COS 76-7 - Recurrent defoliation from gypsy moth in southern New England forests structures near-term recovery thresholds

Thursday, August 15, 2019: 10:10 AM
L006, Kentucky International Convention Center
Jaclyn Matthes, Biological Sciences, Wellesley College, Wellesley, MA, Sarah J. Russell, Dept. Biological Sciences, Wellesley College, Wellesley, MA and Valerie Pasquarella, Earth & Environment, Boston University, Boston, MA
Background/Question/Methods

Interactions between biotic and climatic disturbances are likely to amplify the aggregate effects of disturbance within forests. Insect and pathogen outbreaks are challenging to anticipate, and ecological forecasting can play an important role for rapidly understanding the potential near-term outcomes of an outbreak. There was an unexpected outbreak of gypsy moth (Lymantria dispar) in southern New England from 2015-2018, which has led to widespread defoliation concurrent with a period of drought. Most otherwise healthy but defoliated trees can produce a second flush of leaves by drawing on stored carbon after caterpillars leave the larval stage, but repeated defoliation and interactions with climatic stress are likely to create more severe and lasting changes, making the magnitude and sensitivity of ecosystem responses to this disturbance uncertain. In this study, we combined a near-real-time defoliation data product produced from Landsat satellite imagery with an ecosystem model in an ecoinformatic framework. Using the Ecosystem Demography Model version 2.2 (ED2), we conducted baseline simulations that did not include gypsy moth defoliation and we compared these results to defoliation simulations that assimilated the Landsat data product into ED2. We started simulations in 2012 and forecasted recovery through 2023 (five years after the last defoliation).

Results/Conclusions

Defoliation at the start of the growing season reduced primary productivity and transpiration and increased albedo, and these effects altered the annual carbon, water, and energy exchange within impacted forests. We found that forests that were defoliated in three successive years had rates of NPP that were 75-83% below baseline simulations at the end of our forecast period, whereas NPP recovered within 1-4 years in forests that were defoliated in just one year. Forest composition and structure, which closely tracks soil water availability in sandy soils in coastal ecosystems, also influenced rates of recovery, where NPP recovered fastest in less dense, inland, hardwood stands with larger trees. Our initial forecasted results will be tested through additional data collection in Summer 2019.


Go through the data below and report how many lines contain "Open"; the reply holds only that number.
---- DATASET EXTRACT
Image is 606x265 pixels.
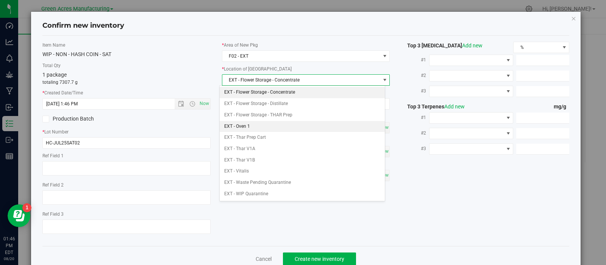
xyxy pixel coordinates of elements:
[220,121,385,132] li: EXT - Oven 1
[42,128,210,135] label: Lot Number
[22,203,31,212] iframe: Resource center unread badge
[42,210,210,217] label: Ref Field 3
[401,142,429,155] label: #3
[174,101,187,107] span: Open the date view
[42,72,67,78] span: 1 package
[513,42,559,53] span: %
[220,188,385,199] li: EXT - WIP Quarantine
[198,98,210,109] span: Set Current date
[222,65,390,72] label: Location of [GEOGRAPHIC_DATA]
[553,103,569,109] span: mg/g
[220,177,385,188] li: EXT - Waste Pending Quarantine
[401,126,429,140] label: #2
[42,115,121,123] label: Production Batch
[8,204,30,227] iframe: Resource center
[42,42,210,48] label: Item Name
[444,103,464,109] a: Add new
[220,98,385,109] li: EXT - Flower Storage - Distillate
[294,255,344,262] span: Create new inventory
[220,143,385,154] li: EXT - Thar V1A
[255,255,271,262] a: Cancel
[220,109,385,121] li: EXT - Flower Storage - THAR Prep
[42,152,210,159] label: Ref Field 1
[220,154,385,166] li: EXT - Thar V1B
[220,165,385,177] li: EXT - Vitalis
[185,101,198,107] span: Open the time view
[222,51,380,61] span: F02 - EXT
[220,132,385,143] li: EXT - Thar Prep Cart
[401,103,464,109] span: Top 3 Terpenes
[380,75,389,85] span: select
[222,75,380,85] span: EXT - Flower Storage - Concentrate
[220,87,385,98] li: EXT - Flower Storage - Concentrate
[42,62,210,69] label: Total Qty
[462,42,482,48] a: Add new
[42,89,210,96] label: Created Date/Time
[42,79,210,86] p: totaling 7307.7 g
[42,181,210,188] label: Ref Field 2
[401,69,429,82] label: #2
[401,111,429,124] label: #1
[42,21,124,31] h4: Confirm new inventory
[401,53,429,67] label: #1
[401,42,482,48] span: Top 3 [MEDICAL_DATA]
[222,42,390,48] label: Area of New Pkg
[401,84,429,98] label: #3
[42,50,210,58] div: WIP - NON - HASH COIN - SAT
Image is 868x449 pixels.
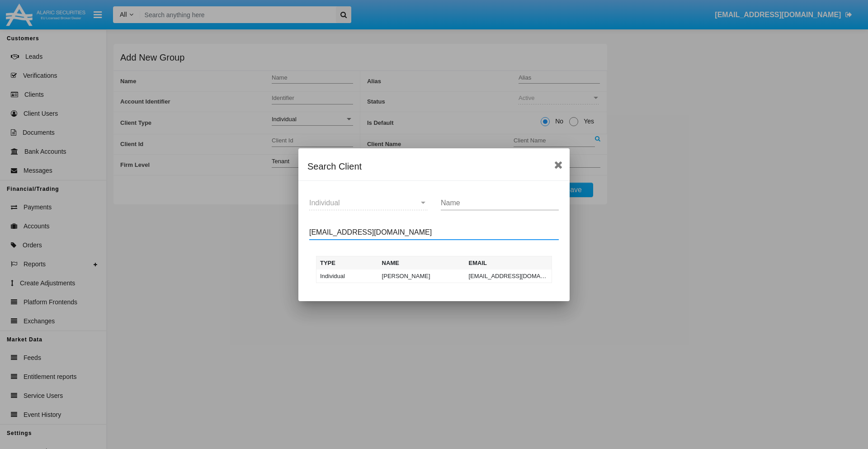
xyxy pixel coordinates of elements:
th: Name [378,256,465,270]
td: Individual [317,270,378,283]
td: [PERSON_NAME] [378,270,465,283]
td: [EMAIL_ADDRESS][DOMAIN_NAME] [465,270,552,283]
th: Type [317,256,378,270]
span: Individual [309,199,340,206]
div: Search Client [308,159,560,174]
th: Email [465,256,552,270]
--------
## ANSWER SECTION
2